In the heart of Urla, continuing its cultural and artistic activities with the vision of enhancing the values that art and culture bring to our lives and making them more accessible, Urladam Art Center presented, on August 7, a very special exhibition of works by one of the great masters of Turkish painting, academician/painter Devrim Erbil, curated by art writer İbrahim Karaoğlu.
In the manifesto he presented for this exhibition, curator İbrahim Karaoğlu states:
“Merleau-Ponty says, ‘Existence is spatial,’ and how right he is. ‘Not only the human body, but also emotions and thoughts are bound and dependent on space. Existence is spatial not only in its material aspect, but also in its spiritual aspect.’ And a person, within a space that affects them, integrates with the soul of that space.
For Devrim Erbil, this has been the case as well.
The greatest knot in his destiny is Istanbul. The images of that knot awaken, nurture, and enrich his inner artistic creative power. In his paintings, everything takes shape with Istanbul. With poetic abstractions, he charts an atlas of the ancient city.
Just as a poet, bound to his fate, like Konstantinos Kavafis—son of Istanbul-born Pedros Kavafis—who could find no sea other than the sea of the city that would not let him go, and who soothed his melancholy by refining and sharpening his soul, Erbil too consoles Istanbul in his paintings. He touches the city’s dreams, its visage, its destiny. The thousand faces, the thousand postures of Istanbul pass through his works in poetic abstraction. And since ‘Istanbul became Istanbul,’ no painter has so clothed it in its own poetry in his paintings.
With a style that creates an extraordinary, surprising, and different perception and sensation, Erbil transforms each painting into a masterpiece. The exhibition at Urladam presents a special selection of works reserved for his own museum, as well as original print works available to art lovers.
With colors and lines, he creates rhythmic, poetic, symphonic, and magical works that offer the viewer a visual feast—a warm greeting from a pioneering master at the peak of his art to Urla.”
Before the exhibition opening on August 7, at 7:00 PM in the Urladam Metin Erksan Hall, the documentary Istanbul Mon Amur, prepared by filmmaker/writer Durmuş Akbulut for the great master Devrim Erbil, was screened. The event, attended by a large number of artists and art lovers, was presented by cinema/theatre actress Nazan Kesal, who also held an on-stage conversation with the master artist about art and colors.
In the second part of the talk, moderated by curator İbrahim Karaoğlu, guests at the event asked the artist questions they were curious about. Congratulating Devrim Erbil, Mayor of Urla Selçuk Balkan also asked the artist to create a painting of Urla.
One of the most colorist artists in our country, the renowned Devrim Erbil, after the documentary screening and discussion, moved to the exhibition hall with the audience and continued to converse with admirers in front of his color-filled paintings.
Describing the artist’s colorist qualities, curator Karaoğlu says:
“In Devrim Erbil’s painting, color is not merely an element that appeals to the eye; it is the silent word of meaning, emotion, and thought. It shapes form, gives voice to the soul; it is the echo of his inner world. His blue is tranquility—peace resting on the horizon. His red is an exuberance beyond will and judgment. Black is the veil of deep mystery, the dark window of the unknown. White is the purest state of being—a dream, a silence.
With his colors, he does more than create form—he conveys rhythm, multiplies movement, magnifies light. Each contrast is an inner dance of emotion.
In his art, color is not ornamentation but a language, an attitude, a way of seeing. It is an aura—an invisible halo enveloping the viewer. And this language of color is the painted form of his sensitivity to life, to people, and to form itself.”
Karaoğlu invites art lovers passing through Urla to this special celebration of art, which will conclude on the evening of August 10.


From the material below, copy every line in which the word "right" occurs.

-------- EXERCISE INPUT --------

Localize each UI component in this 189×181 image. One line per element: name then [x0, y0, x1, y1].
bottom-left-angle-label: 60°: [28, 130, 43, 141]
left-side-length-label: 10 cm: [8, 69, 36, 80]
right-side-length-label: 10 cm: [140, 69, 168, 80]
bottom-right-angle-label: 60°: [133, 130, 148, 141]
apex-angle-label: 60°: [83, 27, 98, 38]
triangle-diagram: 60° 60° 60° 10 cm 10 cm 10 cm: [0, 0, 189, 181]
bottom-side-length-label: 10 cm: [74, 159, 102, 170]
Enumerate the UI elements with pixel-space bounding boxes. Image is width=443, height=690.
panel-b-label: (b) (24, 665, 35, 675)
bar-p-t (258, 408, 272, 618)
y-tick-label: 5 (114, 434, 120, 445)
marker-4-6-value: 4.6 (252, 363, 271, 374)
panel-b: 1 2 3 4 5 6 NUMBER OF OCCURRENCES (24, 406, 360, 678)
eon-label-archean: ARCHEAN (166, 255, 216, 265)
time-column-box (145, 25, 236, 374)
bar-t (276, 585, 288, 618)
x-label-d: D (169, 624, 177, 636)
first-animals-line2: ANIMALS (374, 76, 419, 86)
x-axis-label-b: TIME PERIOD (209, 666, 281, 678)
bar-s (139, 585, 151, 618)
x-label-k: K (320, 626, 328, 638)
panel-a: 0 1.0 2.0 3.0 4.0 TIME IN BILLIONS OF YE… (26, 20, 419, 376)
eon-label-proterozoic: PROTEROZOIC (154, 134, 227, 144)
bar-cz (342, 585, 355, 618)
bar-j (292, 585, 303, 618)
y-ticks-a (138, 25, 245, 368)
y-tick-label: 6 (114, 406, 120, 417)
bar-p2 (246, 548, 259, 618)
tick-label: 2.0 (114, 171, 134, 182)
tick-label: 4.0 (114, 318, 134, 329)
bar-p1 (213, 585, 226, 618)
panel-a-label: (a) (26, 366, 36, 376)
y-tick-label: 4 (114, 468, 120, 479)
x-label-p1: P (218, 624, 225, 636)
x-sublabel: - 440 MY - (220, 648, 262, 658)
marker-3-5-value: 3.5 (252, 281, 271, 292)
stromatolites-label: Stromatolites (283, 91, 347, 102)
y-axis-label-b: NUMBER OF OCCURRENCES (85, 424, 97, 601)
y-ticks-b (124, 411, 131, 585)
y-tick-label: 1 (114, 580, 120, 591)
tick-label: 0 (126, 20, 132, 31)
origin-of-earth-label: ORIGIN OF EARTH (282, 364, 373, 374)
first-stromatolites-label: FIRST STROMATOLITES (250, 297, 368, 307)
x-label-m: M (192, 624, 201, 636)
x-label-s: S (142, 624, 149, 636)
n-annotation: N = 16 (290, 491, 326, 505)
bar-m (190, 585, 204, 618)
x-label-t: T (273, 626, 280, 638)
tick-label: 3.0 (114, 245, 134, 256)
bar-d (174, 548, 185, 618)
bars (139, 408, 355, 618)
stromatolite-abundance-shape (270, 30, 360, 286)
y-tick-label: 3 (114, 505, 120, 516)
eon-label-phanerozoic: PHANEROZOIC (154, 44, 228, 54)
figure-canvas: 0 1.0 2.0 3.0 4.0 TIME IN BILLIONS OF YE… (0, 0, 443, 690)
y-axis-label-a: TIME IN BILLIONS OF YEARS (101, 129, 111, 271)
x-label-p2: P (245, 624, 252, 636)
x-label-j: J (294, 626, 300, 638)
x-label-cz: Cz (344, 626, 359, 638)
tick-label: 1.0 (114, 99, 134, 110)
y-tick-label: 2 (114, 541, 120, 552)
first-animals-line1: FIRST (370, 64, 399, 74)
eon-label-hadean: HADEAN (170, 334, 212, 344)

--------

● TASK RESULT:
right-side-length-label: 10 cm: [140, 69, 168, 80]
bottom-right-angle-label: 60°: [133, 130, 148, 141]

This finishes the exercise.